21st century has opened up new possibilities and demands. 'Education and earning' of both bride and groom throws 8 more combinations.

Girls are doing better in examinations and in the job market. And the skew in the birth ratio will makes brides a more powerful force in the marriage market.
 
Out here in Malaysia now the bride's side bears the expenses for the engagement and the grooms side bears the expenses for the wedding.

Gold,Saree etc are given to the bride by the groom.
Here some couples just to show off have lavish weddings and publish the pics in local magazines here.

Here if a person has many sons..they will have to worry cos wedding expenses can get real expensive too.

Many people just want to make the crowd happy and waste money for nothing at all.

That's why when I got married I told my husband to keep expenses low and no need to buy me too much gold too since I don't like to wear gold and do not make the wedding dinner too lavish cos it's money waste.
I told him that money can be used to start our lives.

Couples these days show off too much and end up starting lives with a zero bank balance.

After all even a wedding is just like any other day..sun rises and sun sets.
Why spend too much?
 
Who will buy this?


Dear Sarang ji,

I know that no one will buy this cos whenever I say this everyone will tell me

"OMG it's the wedding day..it's supposed to be the most memorable day of our lives blah blah blah"

Having sentiment for wedding is fine but just make sure it does NOT amount to a colossal waste of money.

Another thing couple's spend lots of money is for honeymoon.
Here it's a trend to go overseas for honeymoon and couples even hire a professional photographer along to take all pics of the places they visit in their honeymoon.

For God's sake..why waste so much money when all one needs for a honeymoon is a room!!
 
light weight banter only!
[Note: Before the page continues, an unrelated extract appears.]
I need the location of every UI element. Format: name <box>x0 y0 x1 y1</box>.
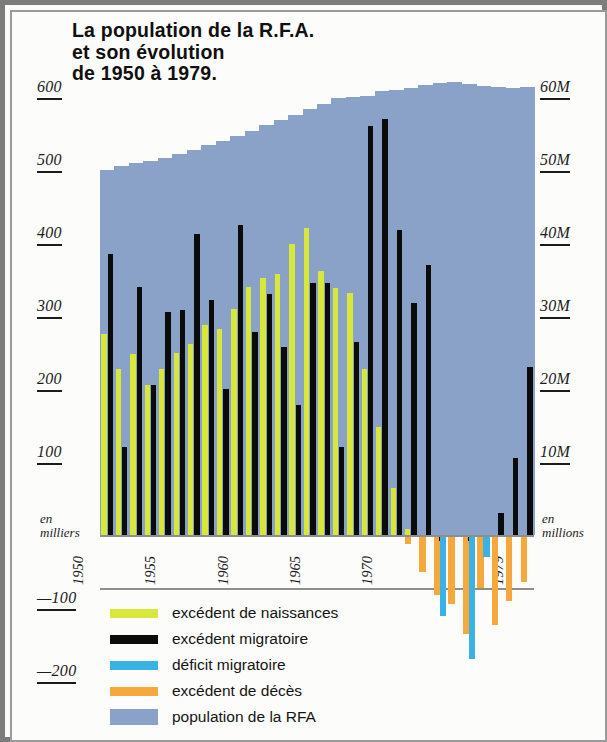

Not to be taken seriously!

Wedding day is special because one doesn't want that day to recur again (for emphasis) for better or worse.

Money can always be earned; why earn if it cannot be spent on non essentials? Negative bank balance spurs one to earn more and splash more.

Without a honeymoon, how will the newly weds will get to know each other or display their affection for each other in public and be daring openly - not possible in home town.

Photographs are necessary as proof of visit. Only a professional photographer can guide the couple how and what to pose and how to look ravishing in compromising poses.
 
This may be of interest. My grandfather kept fairly detailed accounts and often totaled expenses of special events.

1. His first daughter's wedding in 1927:

cash paid: 2000-00 (rs,. anna)
Dress: 250-00
wedding: 1475-00
total: 3725-00

2. 2nd daughter's wedding: 1940
cash paid: 1500-00
expenses: 1200-04
total: 2700-04

We located his accounts book almost twenty years after his death. Why the expnses were less in 1940 as compared to 1927 is a mystery.